| I agree, that's a poor answer by NASA director and chief engineer. Here is a better answer: The precision used for calculations is dependent on the number of "steps" required to get to the final result. Roughly, for N repeated calculations you lose somewhere between sqrt(N) * eps to N * eps of precision (eps=2e-16 for IEEE64). Here are some actual examples: IEEE64 (~16 decimal digits) is OK for interplanetary navigation for few months, where relatively low accuracy is required. With the same precision, you start to lose phase accuracy above 24 hours if you're simulating GPS constellations. You need quad precision or above for simulations > 24 hours. For simulating planet trajectories and solar system stability (Lyapunov time of planets), IEEE64 is good for ~10 mya in the future (Neptune-Pluto Lyapunov time), IEEE128 for ~200-1000mya, above that it is recommended to use 256bit floats and above. This is assuming typically ~1000 steps per simulated orbit. Fun fact: we know from simulations that Pluto trajectory is stable for >10G years, but unpredictable above >10M years because of chaotic (but stable) interaction with Neptune. [1] https://en.wikipedia.org/wiki/Stability_of_the_Solar_System |
Something to add to your list of examples: During the first Gulf war, 28 US soldiers died due to accumulated rounding errors in the Patriot Missile battery computers: https://www.ima.umn.edu/~arnold/disasters/patriot.html
(This was in fact a known issue, and operators had been instructed to reboot the computers every 8 hours. Unfortunately this instruction ignored the fact that, in the field, nobody wanted to be responsible for turning off their defensive systems for a minute.)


● Your instructions
Pictures should be omitted from your copy. Everything else in the entries below must be restated word for word.

######

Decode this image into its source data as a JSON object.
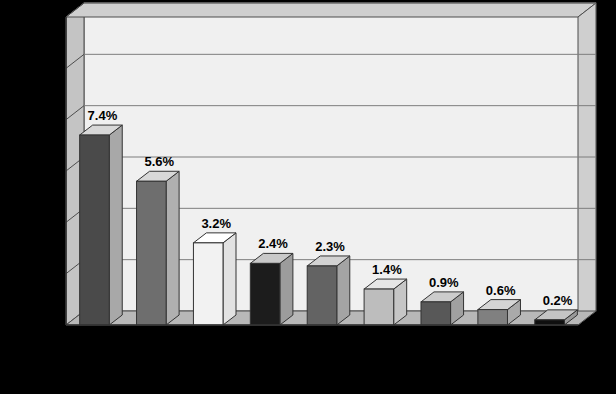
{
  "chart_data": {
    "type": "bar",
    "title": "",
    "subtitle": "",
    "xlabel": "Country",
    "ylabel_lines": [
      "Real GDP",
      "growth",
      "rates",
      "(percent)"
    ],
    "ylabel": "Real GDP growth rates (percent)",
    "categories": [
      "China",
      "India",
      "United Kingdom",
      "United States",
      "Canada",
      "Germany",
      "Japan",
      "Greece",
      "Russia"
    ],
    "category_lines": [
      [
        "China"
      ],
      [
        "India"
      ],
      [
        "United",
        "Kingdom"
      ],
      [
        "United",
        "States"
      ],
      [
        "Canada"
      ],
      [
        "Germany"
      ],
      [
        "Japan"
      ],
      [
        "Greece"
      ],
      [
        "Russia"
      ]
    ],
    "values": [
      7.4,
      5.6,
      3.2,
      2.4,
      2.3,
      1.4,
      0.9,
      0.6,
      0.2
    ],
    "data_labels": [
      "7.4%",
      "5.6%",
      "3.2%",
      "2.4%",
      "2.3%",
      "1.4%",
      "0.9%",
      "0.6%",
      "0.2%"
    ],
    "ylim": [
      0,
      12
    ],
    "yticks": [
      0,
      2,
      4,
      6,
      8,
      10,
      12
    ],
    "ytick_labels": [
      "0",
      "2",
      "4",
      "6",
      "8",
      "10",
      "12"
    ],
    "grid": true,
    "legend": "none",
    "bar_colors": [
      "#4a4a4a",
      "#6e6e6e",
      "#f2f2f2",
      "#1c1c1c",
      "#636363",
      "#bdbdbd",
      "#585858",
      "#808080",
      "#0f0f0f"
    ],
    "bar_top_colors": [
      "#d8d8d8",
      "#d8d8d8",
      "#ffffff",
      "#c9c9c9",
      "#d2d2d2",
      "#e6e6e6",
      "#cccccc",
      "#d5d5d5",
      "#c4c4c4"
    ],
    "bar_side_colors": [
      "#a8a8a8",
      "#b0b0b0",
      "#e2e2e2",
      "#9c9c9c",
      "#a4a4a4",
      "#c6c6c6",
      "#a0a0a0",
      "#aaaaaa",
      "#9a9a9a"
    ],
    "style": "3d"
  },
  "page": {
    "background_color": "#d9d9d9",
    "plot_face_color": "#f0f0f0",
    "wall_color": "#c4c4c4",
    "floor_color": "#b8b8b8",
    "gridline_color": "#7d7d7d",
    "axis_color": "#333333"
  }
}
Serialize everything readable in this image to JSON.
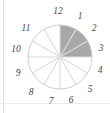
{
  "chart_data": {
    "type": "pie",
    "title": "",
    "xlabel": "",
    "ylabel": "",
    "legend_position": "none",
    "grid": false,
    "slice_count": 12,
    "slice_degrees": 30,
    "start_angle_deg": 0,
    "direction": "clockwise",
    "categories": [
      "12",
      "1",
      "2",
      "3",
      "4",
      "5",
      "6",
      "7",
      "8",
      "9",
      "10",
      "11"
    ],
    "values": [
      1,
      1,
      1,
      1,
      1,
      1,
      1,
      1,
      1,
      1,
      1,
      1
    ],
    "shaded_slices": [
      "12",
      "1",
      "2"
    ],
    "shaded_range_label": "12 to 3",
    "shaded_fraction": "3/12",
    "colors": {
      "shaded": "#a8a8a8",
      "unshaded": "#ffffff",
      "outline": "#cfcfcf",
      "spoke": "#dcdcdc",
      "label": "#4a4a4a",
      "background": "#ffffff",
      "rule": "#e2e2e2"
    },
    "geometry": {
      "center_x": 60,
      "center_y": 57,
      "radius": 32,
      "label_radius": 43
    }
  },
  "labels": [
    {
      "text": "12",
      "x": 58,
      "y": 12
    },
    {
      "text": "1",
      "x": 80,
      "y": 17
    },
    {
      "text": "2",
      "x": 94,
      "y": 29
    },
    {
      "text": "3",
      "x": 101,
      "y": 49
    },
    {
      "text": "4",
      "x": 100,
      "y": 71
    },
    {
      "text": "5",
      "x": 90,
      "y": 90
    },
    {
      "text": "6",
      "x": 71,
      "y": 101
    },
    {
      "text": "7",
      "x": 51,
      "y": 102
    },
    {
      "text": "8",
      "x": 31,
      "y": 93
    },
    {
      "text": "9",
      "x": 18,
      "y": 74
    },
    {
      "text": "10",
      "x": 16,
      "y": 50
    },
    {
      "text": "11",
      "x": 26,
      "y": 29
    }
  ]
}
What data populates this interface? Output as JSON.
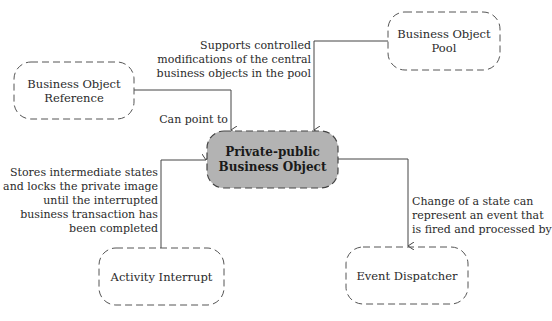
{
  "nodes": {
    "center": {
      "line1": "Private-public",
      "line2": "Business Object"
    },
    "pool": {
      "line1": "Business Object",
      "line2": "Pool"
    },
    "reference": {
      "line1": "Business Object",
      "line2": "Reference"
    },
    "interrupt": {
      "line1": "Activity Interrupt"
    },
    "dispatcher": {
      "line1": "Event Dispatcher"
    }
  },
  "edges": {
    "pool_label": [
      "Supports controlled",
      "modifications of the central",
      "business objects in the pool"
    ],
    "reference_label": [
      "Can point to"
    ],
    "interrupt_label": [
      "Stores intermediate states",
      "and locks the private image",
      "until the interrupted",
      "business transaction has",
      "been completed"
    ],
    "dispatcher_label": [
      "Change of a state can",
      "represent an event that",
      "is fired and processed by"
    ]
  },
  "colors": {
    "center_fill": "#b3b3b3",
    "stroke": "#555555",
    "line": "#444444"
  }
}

######

● Solved exercise
Decode this image into its source data as a JSON object.
{
  "chart_data": {
    "type": "bar",
    "title": "",
    "subtitle": "",
    "xlabel": "Country",
    "ylabel_lines": [
      "Real GDP",
      "growth",
      "rates",
      "(percent)"
    ],
    "ylabel": "Real GDP growth rates (percent)",
    "categories": [
      "China",
      "India",
      "United Kingdom",
      "United States",
      "Canada",
      "Germany",
      "Japan",
      "Greece",
      "Russia"
    ],
    "category_lines": [
      [
        "China"
      ],
      [
        "India"
      ],
      [
        "United",
        "Kingdom"
      ],
      [
        "United",
        "States"
      ],
      [
        "Canada"
      ],
      [
        "Germany"
      ],
      [
        "Japan"
      ],
      [
        "Greece"
      ],
      [
        "Russia"
      ]
    ],
    "values": [
      7.4,
      5.6,
      3.2,
      2.4,
      2.3,
      1.4,
      0.9,
      0.6,
      0.2
    ],
    "data_labels": [
      "7.4%",
      "5.6%",
      "3.2%",
      "2.4%",
      "2.3%",
      "1.4%",
      "0.9%",
      "0.6%",
      "0.2%"
    ],
    "ylim": [
      0,
      12
    ],
    "yticks": [
      0,
      2,
      4,
      6,
      8,
      10,
      12
    ],
    "ytick_labels": [
      "0",
      "2",
      "4",
      "6",
      "8",
      "10",
      "12"
    ],
    "grid": true,
    "legend": "none",
    "bar_colors": [
      "#4a4a4a",
      "#6e6e6e",
      "#f2f2f2",
      "#1c1c1c",
      "#636363",
      "#bdbdbd",
      "#585858",
      "#808080",
      "#0f0f0f"
    ],
    "bar_top_colors": [
      "#d8d8d8",
      "#d8d8d8",
      "#ffffff",
      "#c9c9c9",
      "#d2d2d2",
      "#e6e6e6",
      "#cccccc",
      "#d5d5d5",
      "#c4c4c4"
    ],
    "bar_side_colors": [
      "#a8a8a8",
      "#b0b0b0",
      "#e2e2e2",
      "#9c9c9c",
      "#a4a4a4",
      "#c6c6c6",
      "#a0a0a0",
      "#aaaaaa",
      "#9a9a9a"
    ],
    "style": "3d"
  },
  "page": {
    "background_color": "#d9d9d9",
    "plot_face_color": "#f0f0f0",
    "wall_color": "#c4c4c4",
    "floor_color": "#b8b8b8",
    "gridline_color": "#7d7d7d",
    "axis_color": "#333333"
  }
}
Serialize everything readable in this image to JSON.
{
  "chart_data": {
    "type": "pie",
    "title": "",
    "xlabel": "",
    "ylabel": "",
    "legend_position": "none",
    "grid": false,
    "slice_count": 12,
    "slice_degrees": 30,
    "start_angle_deg": 0,
    "direction": "clockwise",
    "categories": [
      "12",
      "1",
      "2",
      "3",
      "4",
      "5",
      "6",
      "7",
      "8",
      "9",
      "10",
      "11"
    ],
    "values": [
      1,
      1,
      1,
      1,
      1,
      1,
      1,
      1,
      1,
      1,
      1,
      1
    ],
    "shaded_slices": [
      "12",
      "1",
      "2"
    ],
    "shaded_range_label": "12 to 3",
    "shaded_fraction": "3/12",
    "colors": {
      "shaded": "#a8a8a8",
      "unshaded": "#ffffff",
      "outline": "#cfcfcf",
      "spoke": "#dcdcdc",
      "label": "#4a4a4a",
      "background": "#ffffff",
      "rule": "#e2e2e2"
    },
    "geometry": {
      "center_x": 60,
      "center_y": 57,
      "radius": 32,
      "label_radius": 43
    }
  },
  "labels": [
    {
      "text": "12",
      "x": 58,
      "y": 12
    },
    {
      "text": "1",
      "x": 80,
      "y": 17
    },
    {
      "text": "2",
      "x": 94,
      "y": 29
    },
    {
      "text": "3",
      "x": 101,
      "y": 49
    },
    {
      "text": "4",
      "x": 100,
      "y": 71
    },
    {
      "text": "5",
      "x": 90,
      "y": 90
    },
    {
      "text": "6",
      "x": 71,
      "y": 101
    },
    {
      "text": "7",
      "x": 51,
      "y": 102
    },
    {
      "text": "8",
      "x": 31,
      "y": 93
    },
    {
      "text": "9",
      "x": 18,
      "y": 74
    },
    {
      "text": "10",
      "x": 16,
      "y": 50
    },
    {
      "text": "11",
      "x": 26,
      "y": 29
    }
  ]
}
What data populates this interface? Output as JSON.
{
  "nodes": {
    "center": {
      "line1": "Private-public",
      "line2": "Business Object"
    },
    "pool": {
      "line1": "Business Object",
      "line2": "Pool"
    },
    "reference": {
      "line1": "Business Object",
      "line2": "Reference"
    },
    "interrupt": {
      "line1": "Activity Interrupt"
    },
    "dispatcher": {
      "line1": "Event Dispatcher"
    }
  },
  "edges": {
    "pool_label": [
      "Supports controlled",
      "modifications of the central",
      "business objects in the pool"
    ],
    "reference_label": [
      "Can point to"
    ],
    "interrupt_label": [
      "Stores intermediate states",
      "and locks the private image",
      "until the interrupted",
      "business transaction has",
      "been completed"
    ],
    "dispatcher_label": [
      "Change of a state can",
      "represent an event that",
      "is fired and processed by"
    ]
  },
  "colors": {
    "center_fill": "#b3b3b3",
    "stroke": "#555555",
    "line": "#444444"
  }
}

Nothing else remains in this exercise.